Zane Alcorn

We all know about the government and big business’s so-called “solutions” to the climate change crisis: “clean” coal, carbon trading schemes, etc. But what are some real world solutions to the climate crisis and what real action is being taken?
NEWCASTLE — The NSW ALP and property developers are yet again pushing to cut the Newcastle train line, this time proposing rail services end at Wickham and be replaced by buses.
On May 21 University of Newcastle cleaners staged a protest at the twin entrances to the campus. They demanded that big budget cuts be reversed and the prior cleaning regime and working hours be restored.
On June 13, rallies around Australia will launch a new grassroots climate campaign for 100% renewable energy by 2020.
Climate Wars
By Gwynne Dyer
Scribe Publications, 2008
272 pages, $32.95
More than 500 people protested coal mining and exports currently underway. Newcastle Harbour is already the world’s biggest coal port.
Green Left Weekly’s Zane Alcorn spoke to Sally Corbett, chairperson of the No Tillegra Dam group, which is seeking to have Hunter Water reverse their 2006 decision to build a dam comparable in size to Sydney Harbour near Dungog, about 90km out of Newcastle.
The Australian Coal Association (ACA) has launched a new website () and advertising campaign aimed at convincing us that coal producers are not filthy carbon merchants profiting from the most emissions-intensive fossil fuel available, but can be modernised and cleaned up using “low-emissions coal technology”.
After walking in to Bayswater power station near Singleton, I was one of about 25 people who took part in a protest at one of Australia’s biggest CO2 emitters on November 1.
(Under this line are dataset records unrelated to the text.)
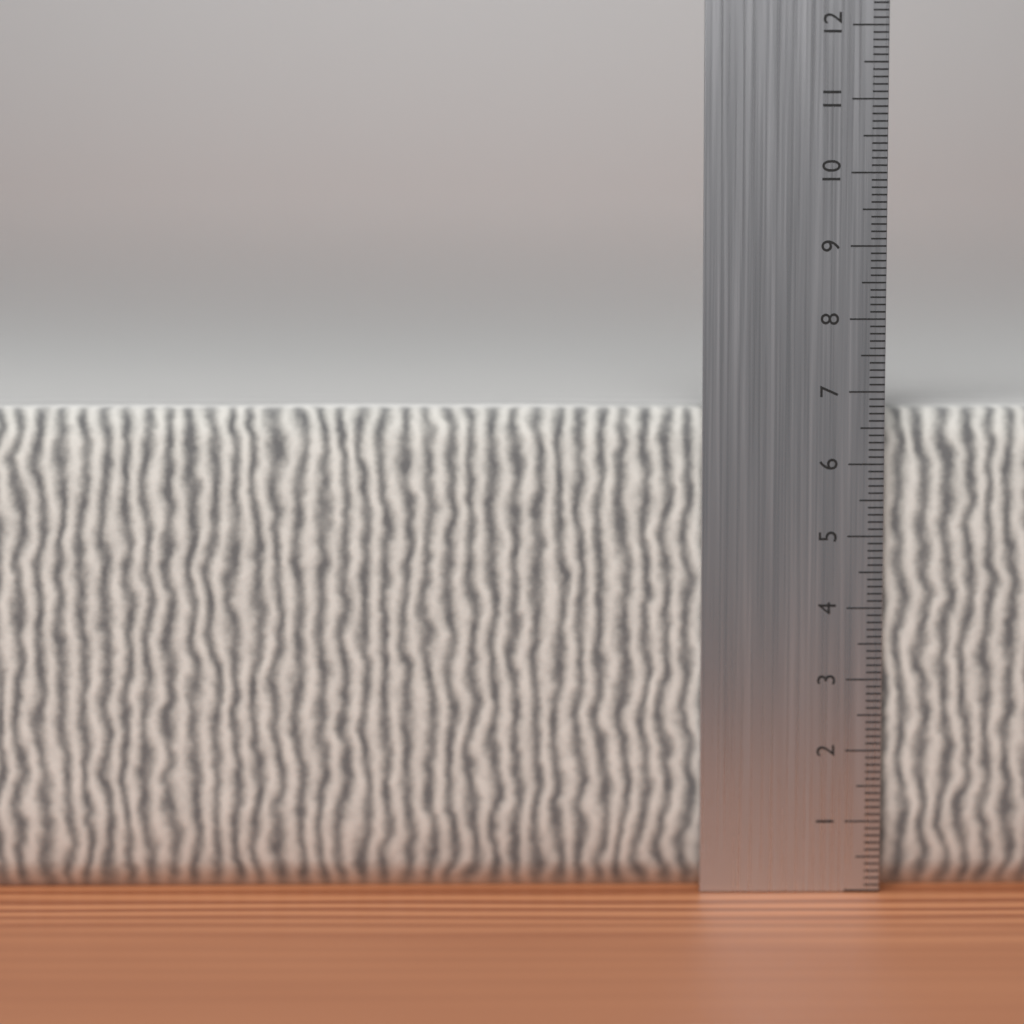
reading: 6.8 cm
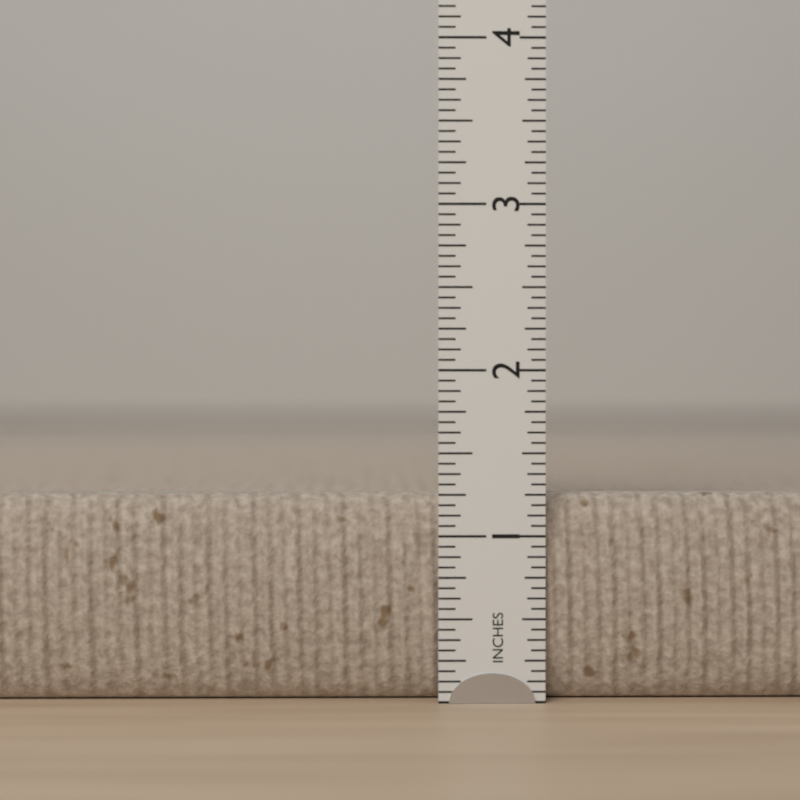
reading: 1.2500 in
The Newcastle ALP branch effectively delivered Newcastle Council to the right in the September 13 elections, by preferencing Aaron Buman’s team of “razor gang” independents instead of the Greens.
The export of coal is an important issue for climate campaigners to consider. Australia exports more carbon dioxide in the form of coal than its entire domestic emissions of the gas.
An anti-privatisation rally calling for the expansion of “renewables, not coal” was held outside NSW treasurer Michael Costa’s Newcastle office on July 14.